I read and fully enjoyed YA novels until I was 25.

He does things like get in a taxi and say, "The library, and step on it!"

i believe that the consumptive faculty is in serious opposition to the productive one. peak productivity only happens in the complete absense of consumption. that being said, a certain amount of consumption is needed, going out just to watch people, listening, lying not to make them see something in you but lying so they reveal to you a world you don't normally have access to are all needed. and periods where production stops, and you go back to consuming to both rest, and have new inspiration which will come out.

so there are three states you should think about:
productive
mixed 50-50
consumptive

sounds like you have come out of a mixed 50-50 into a consumptive slump.

the mixed 50-50 is the healthiest and the usual disposition of a student. someone who is not devoted to their creative faculties which they know are deficient, but still must be exercised AND fed with new knowledge. they read a book, write a paper on the book, take exploratory notes on the book, and in terms of major projects will at most once a year attempt something original.

it is very easy for this, atleast for me, to slide into a consumptive slump, where what i write becomes just the book in my own words and not an exploration. and then this slides into less and less reading (reading in itself requires a mixture of consumption and production) and more consumption of art which requires less and less use of productive faculties, first i watch great classic films, then nature documentaries, then binge-tier trash (the office, arrest development, twilight zone).

I am fuzzy on the details, because the switching between these is only realized long after i've done it, but I believe the only way to get it back is to completely isolate yourself from books, tv, movies, and like an addict who is withdrawing. endure excruciating boredom where you sit and do nothing (not even clean or cook or smoke just staring at the wall)

best of luck man, I'm in a slump rn too.

That's not edgy, just sort of dorky

>The only novel I truly love is Don Quixote
Now that's a masterpiece.

I may never read Stoner because I'm worried it will make me depressed

I come up with a name for my stories before writing them, and typically base the stories around the name

I read and reread multiple books at the same time, jumping from one to other in no specific way. I'm curretly reading like 3 books and rereading 4.

I refuse to read DFW because of this board and twitter users shilling him

Same. I'm reading 2 books and listening to two audiobooks right now, can't ever decide which ones I want to read/listen to.

For me the prose didn't seem like anything incredibly brilliant or special, but I enjoyed the story and the way the characters were conveyed immensely.

sometimes I post garbage meme rappers on unrelated boards

This is a good post. Though instead of just sitting you should go out and bike around, or go hiking, or just walk through your neighborhood.
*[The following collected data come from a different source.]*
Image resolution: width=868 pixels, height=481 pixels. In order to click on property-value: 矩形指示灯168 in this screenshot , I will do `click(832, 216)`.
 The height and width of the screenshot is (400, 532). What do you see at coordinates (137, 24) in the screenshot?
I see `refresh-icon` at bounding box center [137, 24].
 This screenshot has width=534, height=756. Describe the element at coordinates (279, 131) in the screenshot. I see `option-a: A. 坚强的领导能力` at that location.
Helps me when I get into that state and it's always enjoyable once you get out.

I've been writing fiction since I was 10 years old, but I've only started seriously reading any books outside of school two months ago.

I've won various writing competitions and have several self-published works that have brought in a good amount of money. Even then, from the short time I've been reading, I already feel I've doubled in talent as an author.